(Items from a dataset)

________________________________________

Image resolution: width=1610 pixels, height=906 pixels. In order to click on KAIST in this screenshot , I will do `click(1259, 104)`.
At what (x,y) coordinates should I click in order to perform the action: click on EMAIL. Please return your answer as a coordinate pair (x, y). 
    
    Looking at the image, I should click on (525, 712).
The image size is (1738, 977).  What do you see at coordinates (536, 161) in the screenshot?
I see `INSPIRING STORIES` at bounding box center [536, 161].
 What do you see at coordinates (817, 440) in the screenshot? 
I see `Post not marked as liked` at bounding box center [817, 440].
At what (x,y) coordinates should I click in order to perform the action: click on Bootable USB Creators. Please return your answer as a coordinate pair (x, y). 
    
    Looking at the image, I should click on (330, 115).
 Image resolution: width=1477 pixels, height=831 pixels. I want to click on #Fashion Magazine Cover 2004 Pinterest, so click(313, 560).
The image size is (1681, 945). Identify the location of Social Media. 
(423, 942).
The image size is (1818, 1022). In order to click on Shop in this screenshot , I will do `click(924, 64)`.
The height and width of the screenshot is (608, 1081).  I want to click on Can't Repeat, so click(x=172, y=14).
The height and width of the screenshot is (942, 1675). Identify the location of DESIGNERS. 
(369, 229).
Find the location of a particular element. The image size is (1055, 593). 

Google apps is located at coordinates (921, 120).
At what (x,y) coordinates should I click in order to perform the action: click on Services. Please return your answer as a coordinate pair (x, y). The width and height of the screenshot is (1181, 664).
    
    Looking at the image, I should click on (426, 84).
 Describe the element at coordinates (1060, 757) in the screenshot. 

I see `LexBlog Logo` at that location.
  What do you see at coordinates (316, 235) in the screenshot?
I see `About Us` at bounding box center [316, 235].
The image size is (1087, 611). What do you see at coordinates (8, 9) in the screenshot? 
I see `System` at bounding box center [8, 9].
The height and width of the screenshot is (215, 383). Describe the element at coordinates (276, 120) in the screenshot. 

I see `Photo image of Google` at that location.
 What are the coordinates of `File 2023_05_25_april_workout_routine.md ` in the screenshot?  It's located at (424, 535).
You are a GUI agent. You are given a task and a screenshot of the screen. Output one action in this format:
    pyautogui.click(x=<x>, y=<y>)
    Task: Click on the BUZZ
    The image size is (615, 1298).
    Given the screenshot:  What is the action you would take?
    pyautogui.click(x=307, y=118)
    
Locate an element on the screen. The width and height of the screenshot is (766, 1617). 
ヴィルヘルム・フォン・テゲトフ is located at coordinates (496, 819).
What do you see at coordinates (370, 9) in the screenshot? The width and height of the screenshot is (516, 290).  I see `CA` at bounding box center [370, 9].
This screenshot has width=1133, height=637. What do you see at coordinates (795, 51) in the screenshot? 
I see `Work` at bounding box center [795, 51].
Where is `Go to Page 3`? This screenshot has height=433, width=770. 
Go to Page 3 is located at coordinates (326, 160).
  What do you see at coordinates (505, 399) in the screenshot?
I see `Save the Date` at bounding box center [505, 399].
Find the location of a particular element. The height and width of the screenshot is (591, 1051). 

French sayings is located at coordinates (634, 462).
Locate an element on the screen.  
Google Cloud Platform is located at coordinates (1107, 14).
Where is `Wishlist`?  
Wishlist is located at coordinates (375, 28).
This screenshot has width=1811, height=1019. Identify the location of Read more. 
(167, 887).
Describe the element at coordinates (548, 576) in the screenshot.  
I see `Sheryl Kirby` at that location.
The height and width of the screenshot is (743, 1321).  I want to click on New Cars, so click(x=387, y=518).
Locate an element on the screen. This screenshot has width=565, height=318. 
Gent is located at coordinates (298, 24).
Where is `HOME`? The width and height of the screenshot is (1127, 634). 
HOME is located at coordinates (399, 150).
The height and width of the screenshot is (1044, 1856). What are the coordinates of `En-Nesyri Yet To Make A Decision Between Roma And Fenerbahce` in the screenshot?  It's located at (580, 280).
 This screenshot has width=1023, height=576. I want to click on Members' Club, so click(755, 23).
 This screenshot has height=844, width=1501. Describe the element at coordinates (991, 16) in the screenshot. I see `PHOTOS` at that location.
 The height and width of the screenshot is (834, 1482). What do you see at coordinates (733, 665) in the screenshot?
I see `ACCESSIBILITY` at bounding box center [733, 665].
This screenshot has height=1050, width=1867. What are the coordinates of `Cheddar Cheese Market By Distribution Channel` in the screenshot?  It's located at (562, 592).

________________________________________

● **TASK OBJECTIVE**
Count every line that holds the word "will" in the entries, and state the result alone.

● **YOUR RESPONSE**
2